While the Facebook analogy is a bit far-fetched, if not revolutionary, it’s a good place to start thinking about the direction in which IT should be moving.
New platform for the new decade
I read with much interest Don Dodge’s predictions for 2010 and the new decade. I find predictions a bit of a waste of time – when you look are what people predicted for 2009, about half came true, which is what a random selection would give. However I was struck about the prediction on future computing and mobile computing.
“Your cell phone will become your primary computer, communicator, camera, and entertainment device, all in one … I think in the near future there will be docking stations everywhere with a screen and a keyboard. You simply pull out your phone, plug it into the docking station, and instantly all your applications and data are available to you … Your phone will have enough storage so you can decide which applications and data are stored on your phone, and which will be in the cloud.”
When I look at what I can already store on my cellphone, this prediction seems quite plausible. But if people store applications on their phone, which they will presumably choose themselves, and if they decide to use the cloud to select their preferred applications, how will this impact the role and responsibilities of the company IT function? Their role of deciding what applications are suitable for the organisation becomes irrelevant, but they still have to ensure application and data security and integrity.
”Mobile phones are clearly the next computing platform … Mary Meeker of Morgan Stanley says Mobile Internet usage is bigger than most people think, and it is exploding.”
Application developers will have to re-consider the presentation layer for a different user interface and experience, and will have to assume that the mobile interface will be the preferred or default one, rather than as a side issue.
Where I do have a problem is the predictions about cloud computing and mobile bandwidth:
The explosion of reliable broadband bandwidth, virtualization technology, cheap storage, memory, and servers, has made Cloud Computing the obvious choice for the next decade … Why buy servers, hire IT admin to manage them, buy operating system licenses, application licenses, pay 20% maintenance fees every year, worry about security updates/breaches, hassle with asset management, etc., when you can just “pay as you go” with cloud computing resources? …
The new 700Mhz wireless spectrum became available in 2009, and will be built out over the next decade … Cell phones will see the same explosion in bandwidth in the coming decade, which will enable new applications and uses.”
This is a simplified view of the world.

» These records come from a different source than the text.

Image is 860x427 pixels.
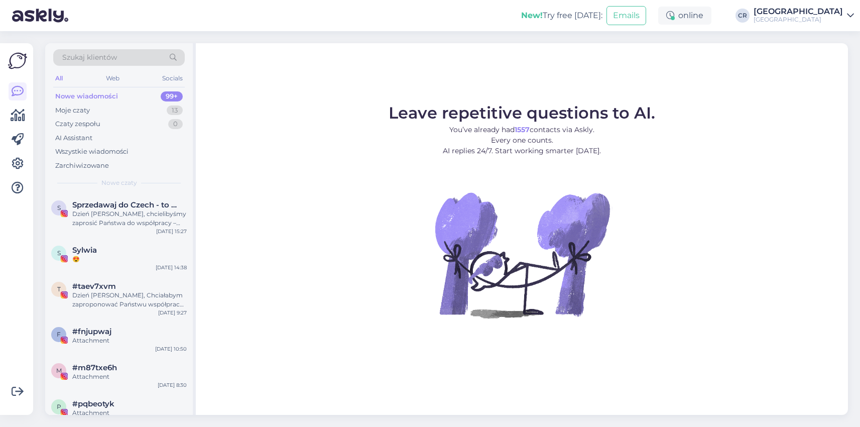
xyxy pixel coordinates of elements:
[72,282,116,291] span: #taev7xvm
[57,249,61,257] span: S
[55,105,90,115] div: Moje czaty
[72,245,97,255] span: Sylwia
[56,366,62,374] span: m
[72,399,114,408] span: #pqbeotyk
[753,8,843,16] div: [GEOGRAPHIC_DATA]
[72,363,117,372] span: #m87txe6h
[55,119,100,129] div: Czaty zespołu
[72,408,187,417] div: Attachment
[72,200,177,209] span: Sprzedawaj do Czech - to proste!
[753,8,854,24] a: [GEOGRAPHIC_DATA][GEOGRAPHIC_DATA]
[72,372,187,381] div: Attachment
[62,52,117,63] span: Szukaj klientów
[55,147,129,157] div: Wszystkie wiadomości
[156,264,187,271] div: [DATE] 14:38
[57,285,61,293] span: t
[55,91,118,101] div: Nowe wiadomości
[389,124,655,156] p: You’ve already had contacts via Askly. Every one counts. AI replies 24/7. Start working smarter [...
[515,125,530,134] b: 1557
[57,330,61,338] span: f
[432,164,612,345] img: No Chat active
[160,72,185,85] div: Socials
[168,119,183,129] div: 0
[167,105,183,115] div: 13
[72,327,111,336] span: #fnjupwaj
[72,336,187,345] div: Attachment
[104,72,121,85] div: Web
[156,227,187,235] div: [DATE] 15:27
[158,381,187,389] div: [DATE] 8:30
[735,9,749,23] div: CR
[72,209,187,227] div: Dzień [PERSON_NAME], chcielibyśmy zaprosić Państwa do współpracy – pomożemy dotrzeć do czeskich i...
[57,204,61,211] span: S
[53,72,65,85] div: All
[155,345,187,352] div: [DATE] 10:50
[101,178,137,187] span: Nowe czaty
[753,16,843,24] div: [GEOGRAPHIC_DATA]
[521,11,543,20] b: New!
[72,291,187,309] div: Dzień [PERSON_NAME], Chciałabym zaproponować Państwu współpracę. Jestem blogerką z [GEOGRAPHIC_DA...
[57,403,61,410] span: p
[158,309,187,316] div: [DATE] 9:27
[55,161,109,171] div: Zarchiwizowane
[72,255,187,264] div: 😍
[8,51,27,70] img: Askly Logo
[606,6,646,25] button: Emails
[55,133,92,143] div: AI Assistant
[389,103,655,122] span: Leave repetitive questions to AI.
[161,91,183,101] div: 99+
[521,10,602,22] div: Try free [DATE]:
[658,7,711,25] div: online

Firstly, business applications for even small and medium businesses are getting more complex. I’m not talking about simple accounting or CRM solutions, but the complex applications to manage orders, receive and dispatch inventory, schedule and manage manufacturing operations. It isn’t as simple as paying and starting, as the “pay as you go” mantra likes to make out. It may well be that business hands over the management of the application infrastructure to a cloud provider, but every successful business has a particular way of working that is different to others, and that is unlikely to be assisted by a standard enterprise application.
Secondly, the comment about mobile bandwidth is US-centric. Developing countries like South Africa are constrained in all sorts of bandwidth (Internet, radio, cellphones) because they have been already allocated to developed countries years ago. That is not to say that cellphone bandwidith will not significantly increase. What Don fails to note is that the growth of the mobile Internet will probably come more from developing regions like Africa than the US, as reported by Opera and Google.
However you look at it, the next decade is probably going to redefine the way we use, consume and interact with computing resources.